The central question of politics is, where should power lie? That implies the related question of: with whom? Liberal democracies, the United Kingdom included, have not allocated their power wisely. For that reason, too many people feel excluded from their spoils. The political theorist David Runciman has written that liberal democracies make two pledges to their electorates. They give people a voice, offering them the chance to participate in the process of power. But they also promise material progress. The implicit bargain of modern politics has been that, in exchange for votes, lives will improve, and people will become healthier and wealthier.
In his so-far thin prospectus for becoming prime minister, Andy Burnham has a clear answer to the first question. He believes, with some justification, that no developed nation is as centralised as the UK. No comparable country gathers its financial centre, its cultural centre and its political centre into the capital quite like us. The claim that all roads have been built to lead to London is uncomfortably true, despite the great creativity to be found elsewhere. London and the southeast is the only British region today which makes a profit. Every other part of the country is ultimately subsidised by the capital.
Burnham proposes a form of devolution the like of which nobody alive will recognise. He is fond of saying he would like to take the country back to before the rule of neoliberalism. His plans for a relocation of power, however, take Britain back to before the advent of the large modern state during the First World War. His is a land of great monuments to local pride, such as William Henry Crossland’s Rochdale Town Hall, just around the corner from where the cooperative movement began.
Even if further devolution is successful, the question over the linkage of political and economic power remains. If devolution ends up simply shuffling control from one set of politicians to another, it will disappoint. This takes us directly to the second promise of liberal democracy: that living standards should improve, which in turn, raises the related question of for whom? It would be wonderful if living standards everywhere were miraculously to be raised. But as the former French premier, Pierre Mendès-France, once said: “To govern is to choose.” Burnham will have to decide who he is for.
The nation’s resources have flowed to the large generation born during and just after the Second World War
So far his answer to that has been geographical. It would perhaps be better if it were generational. As Marie Le Conte argues in the Prospect cover essay this month, politics appears to have shut out a younger generation. Stagnant earnings, unaffordable housing and the effect of technology on the labour market mean that to be young today is to feel as though a choice has been made to govern for someone else. The nation’s resources have flowed to the large generation born during and just after the Second World War. There was a spike in education spending when they were at school and, now that this long-living cohort is into its retirement, there is a spike in spending on healthcare and pensions. No single political party explicitly chose this outcome, but that is of little consolation to its victims.
To some extent the answer to the second conundrum of liberal democracy lies with the first. The more that young people participate in democracy—not least by voting in larger numbers—the more their voices will be heard, and the more the political class will be forced to heed their demands.
But there is a choice for the future prime minister right away. Burnham is building a political identity which is not rooted in the politics of London SW1. He wants politics which, as he said in a recent speech, puts “growth in every postcode and hope in every heart”. It’s not just places that need power; it’s people, and there are young people everywhere.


WHAT THE TASK REQUIRES: Transcription task. Write out each entry verbatim and exclude any image.

Annotated photo localization data
= Beginning of Section =
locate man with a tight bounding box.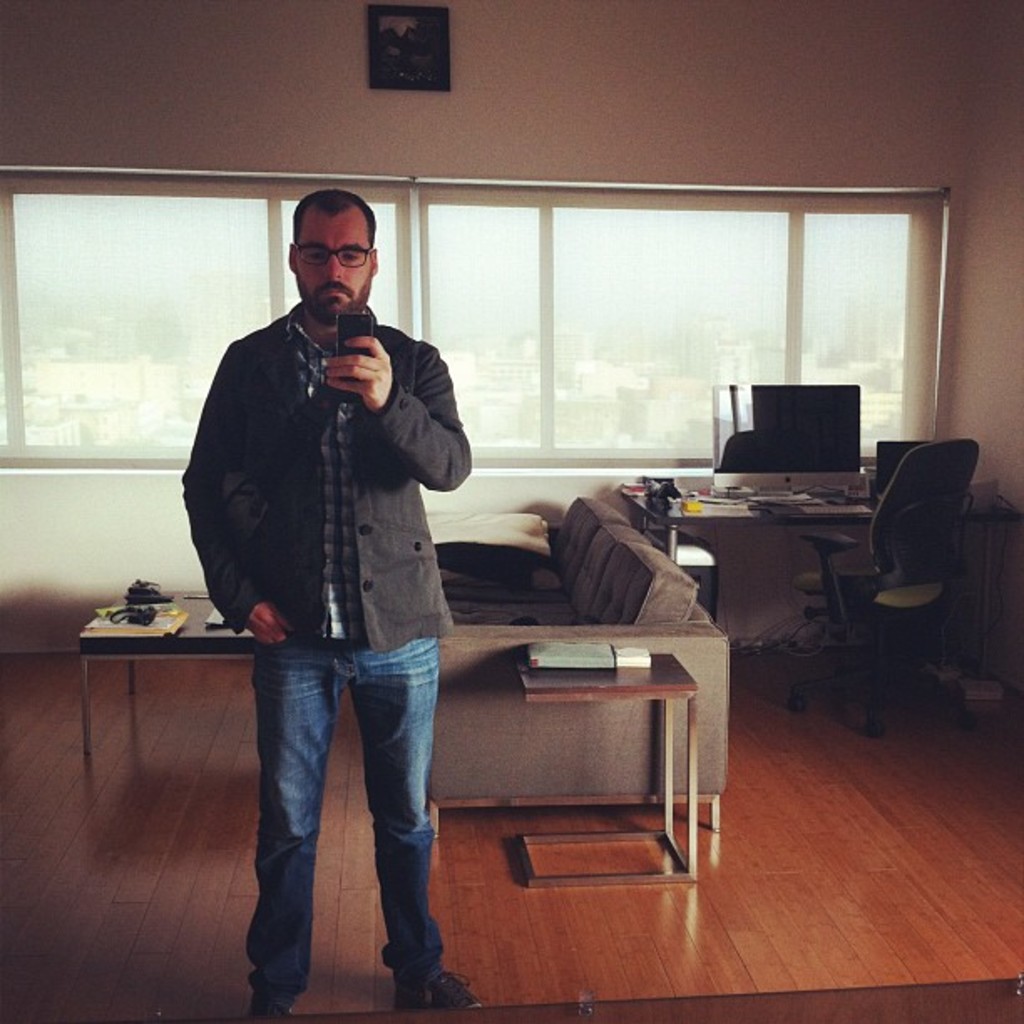
186:212:510:974.
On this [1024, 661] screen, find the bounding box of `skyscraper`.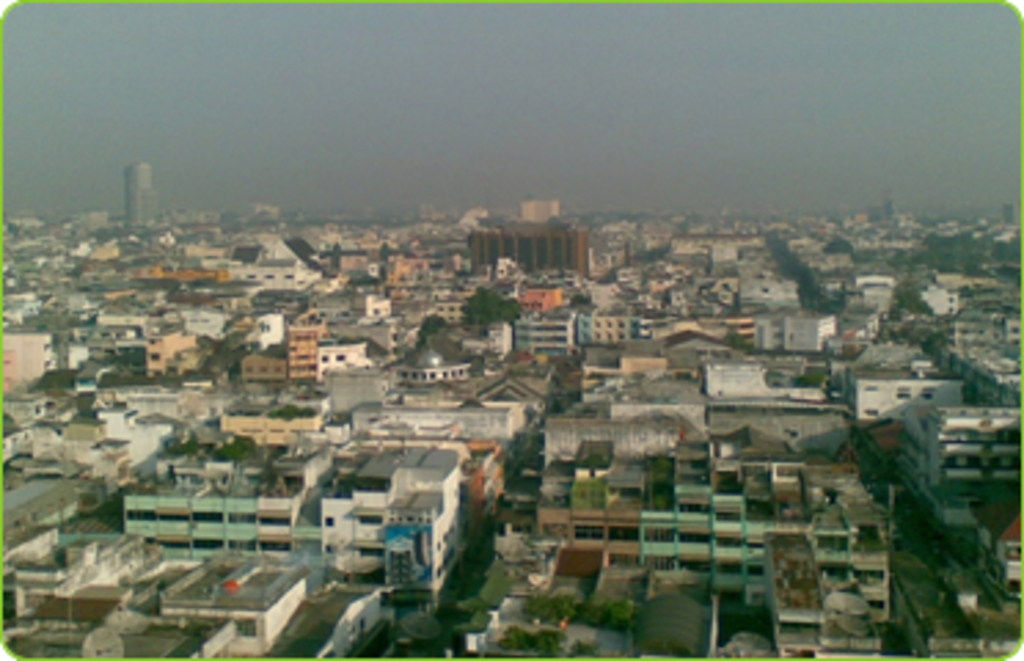
Bounding box: region(118, 154, 157, 240).
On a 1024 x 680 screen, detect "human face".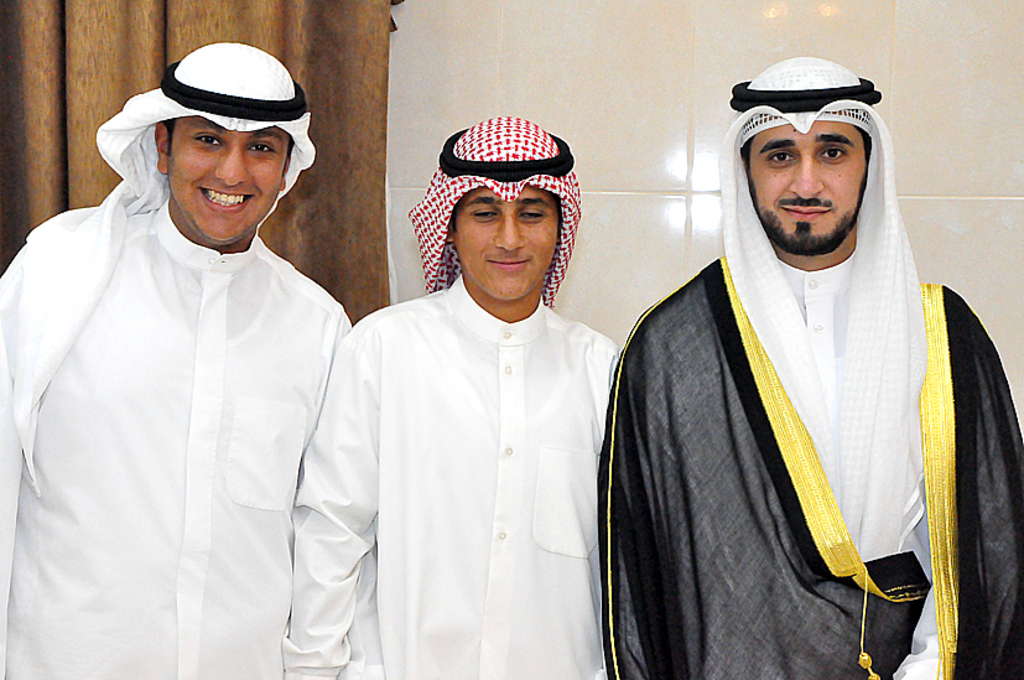
Rect(454, 187, 561, 302).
= End of Section =
RESPONSE:
locate man with a tight bounding box.
186:212:510:974.
On this [1024, 661] screen, find the bounding box of `skyscraper`.
Bounding box: region(118, 154, 157, 240).
On a 1024 x 680 screen, detect "human face".
Rect(454, 187, 561, 302).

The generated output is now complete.